Spring Table — 春卓
by Toru Mabuchi
- Source:
- ukiyo-e.org
Description
Spring Table is a still-life Japanese woodblock print by Toru Mabuchi, catalogued through [ukiyo-e](/glossary/ukiyo-e).org from a Japanese Art Open Database (JAODB) record. The image presents an arrangement of objects on a tabletop, a recurring subject in Mabuchi's mature work in which vases, fruit, ceramics, and household items are gathered into carefully balanced compositions. Mabuchi's still lifes often translate familiar domestic scenes into firmly designed shapes, with flattened forms and bold silhouettes that emphasize the printmaker's command of cut line and color block. As a [sosaku-hanga](/glossary/sosaku-hanga) artist, Mabuchi designed, carved, and printed his blocks personally, and Spring Table reflects that creative-print sensibility through its handled surface, intentional registration choices, and the painterly variation of tone within otherwise flat color fields. The seasonal title situates the work within the broader Japanese tradition of associating still-life subjects with the passage of time and the calendar, a thread that connects Mabuchi's modernist designs to older conventions in Japanese painting and woodblock printing. Within the postwar sosaku-hanga movement, Mabuchi was one of a generation of artists who turned away from the figurative ukiyo-e legacy to develop a more personal, design-conscious vocabulary, exhibiting alongside peers such as Un'ichi Hiratsuka, Kiyoshi Saito, and Junichiro Sekino. Spring Table contributes to that body of work in its meditative arrangement and disciplined palette. The print's documentation through the Japanese Art Open Database, aggregated by ukiyo-e.org, supports research into Mabuchi's still-life production and the wider context of mid-century Japanese woodblock practice.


**ACTIVITY**
Keep the wording of the records intact as you retype them, and omit every image.

**STORED DATA**
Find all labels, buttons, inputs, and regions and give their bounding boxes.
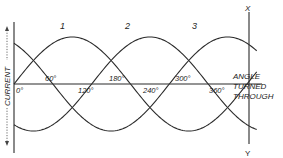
y-marker-label: Y: [245, 149, 251, 158]
arrow-up-icon: [5, 26, 9, 31]
angle-label-180: 180°: [109, 74, 125, 83]
curve-label-3: 3: [192, 21, 197, 31]
angle-label-300: 300°: [175, 74, 191, 83]
arrow-down-icon: [5, 141, 9, 146]
angle-label-60: 60°: [45, 74, 56, 83]
x-marker-label: X: [244, 4, 251, 13]
x-axis-label-line-3: THROUGH: [233, 92, 274, 101]
three-phase-diagram: CURRENT 1 2 3 X Y 60° 180° 300° 0° 120° …: [0, 0, 283, 158]
y-axis-label: CURRENT: [3, 66, 12, 106]
angle-label-360: 360°: [209, 86, 225, 95]
curve-label-2: 2: [124, 21, 130, 31]
angle-label-240: 240°: [142, 86, 159, 95]
angle-label-0: 0°: [16, 86, 23, 95]
x-axis-label-line-1: ANGLE: [232, 72, 261, 81]
angle-label-120: 120°: [78, 86, 94, 95]
curve-label-1: 1: [60, 21, 65, 31]
x-axis-label-line-2: TURNED: [233, 82, 267, 91]
current-axis-label-group: CURRENT: [3, 26, 12, 146]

**RESPONSE BELOW**
Find all labels, buttons, inputs, and regions and give their bounding boxes.
y-marker-label: Y: [245, 149, 251, 158]
arrow-up-icon: [5, 26, 9, 31]
angle-label-180: 180°: [109, 74, 125, 83]
curve-label-3: 3: [192, 21, 197, 31]
angle-label-300: 300°: [175, 74, 191, 83]
arrow-down-icon: [5, 141, 9, 146]
angle-label-60: 60°: [45, 74, 56, 83]
x-marker-label: X: [244, 4, 251, 13]
x-axis-label-line-3: THROUGH: [233, 92, 274, 101]
three-phase-diagram: CURRENT 1 2 3 X Y 60° 180° 300° 0° 120° …: [0, 0, 283, 158]
y-axis-label: CURRENT: [3, 66, 12, 106]
angle-label-360: 360°: [209, 86, 225, 95]
curve-label-2: 2: [124, 21, 130, 31]
angle-label-240: 240°: [142, 86, 159, 95]
angle-label-0: 0°: [16, 86, 23, 95]
x-axis-label-line-1: ANGLE: [232, 72, 261, 81]
angle-label-120: 120°: [78, 86, 94, 95]
curve-label-1: 1: [60, 21, 65, 31]
x-axis-label-line-2: TURNED: [233, 82, 267, 91]
current-axis-label-group: CURRENT: [3, 26, 12, 146]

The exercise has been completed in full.